Linear Algebra
12.110 min read

Directional (U-) Derivative

Partial derivatives measure the rate of change of ff in the coordinate directions e1,,en\mathbf{e}_1, \ldots, \mathbf{e}_n. But what about an arbitrary direction? The directional derivative (or UU-derivative) measures the rate of change of ff in the direction of a unit vector u\mathbf{u}.

Formally, the directional derivative of ff at a\mathbf{a} in direction u\mathbf{u} is: Duf(a)=limt0f(a+tu)f(a)tD_\mathbf{u} f(\mathbf{a}) = \lim_{t \to 0} \frac{f(\mathbf{a} + t\mathbf{u}) - f(\mathbf{a})}{t}

This is the rate of change of ff along the line {a+tu:tR}\{\mathbf{a} + t\mathbf{u} : t \in \mathbb{R}\} passing through a\mathbf{a} in direction u\mathbf{u}. The partial derivatives are special cases: Deif=f/xiD_{\mathbf{e}_i} f = \partial f/\partial x_i.

Formal View

Definition 12.1 — Directional Derivative
The directional derivative of f:DRnRf: D \subseteq \mathbb{R}^n \to \mathbb{R} at a\mathbf{a} in the direction of a unit vector uRn\mathbf{u} \in \mathbb{R}^n (u=1\|\mathbf{u}\| = 1) is
Duf(a)=limt0f(a+tu)f(a)tD_\mathbf{u} f(\mathbf{a}) = \lim_{t \to 0} \frac{f(\mathbf{a} + t\mathbf{u}) - f(\mathbf{a})}{t}
provided the limit exists.

Some authors do not require u=1\|\mathbf{u}\|=1, but using unit vectors ensures the directional derivative measures rate of change per unit distance.

Why This Matters

Directional derivatives are how we reason about change in arbitrary directions, which is essential for optimization.

  • Finding the direction of steepest ascent/descent at a point
  • Computing rates of change in gradient-based optimization algorithms
  • Sensitivity analysis when inputs change in a prescribed direction

Quiz

Question 1

The directional derivative De2f(a)D_{\mathbf{e}_2} f(\mathbf{a}) equals:

Question 2

The directional derivative Duf(a)D_\mathbf{u} f(\mathbf{a}) requires u\mathbf{u} to be a unit vector.

Common Mistakes

  • Forgetting to normalize the direction vector — directional derivatives with non-unit vectors scale by u\|\mathbf{u}\|.
  • Confusing the directional derivative (a scalar) with the gradient (a vector).
  • Thinking directional derivatives exist whenever partial derivatives exist — they require a stronger condition.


**Problem description:**
Reproduce the listing exactly. Omit pictures.

---------------

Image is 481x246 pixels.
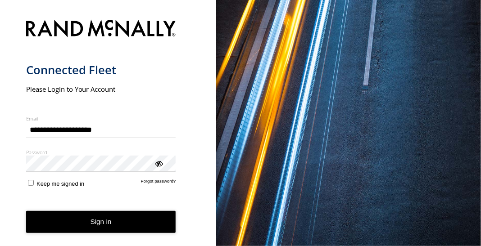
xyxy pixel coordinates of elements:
img: Rand McNally [26,18,176,41]
label: Password [26,149,176,156]
h1: Connected Fleet [26,63,176,77]
div: ViewPassword [154,159,163,168]
input: Keep me signed in [28,180,34,186]
button: Sign in [26,211,176,233]
span: Keep me signed in [36,180,84,187]
label: Email [26,115,176,122]
a: Forgot password? [141,179,176,187]
h2: Please Login to Your Account [26,85,176,94]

---------------

**Output of the exercise:**
Image is 481x246 pixels.
xyxy pixel coordinates of elements:
img: Rand McNally [26,18,176,41]
label: Password [26,149,176,156]
h1: Connected Fleet [26,63,176,77]
div: ViewPassword [154,159,163,168]
input: Keep me signed in [28,180,34,186]
button: Sign in [26,211,176,233]
span: Keep me signed in [36,180,84,187]
label: Email [26,115,176,122]
a: Forgot password? [141,179,176,187]
h2: Please Login to Your Account [26,85,176,94]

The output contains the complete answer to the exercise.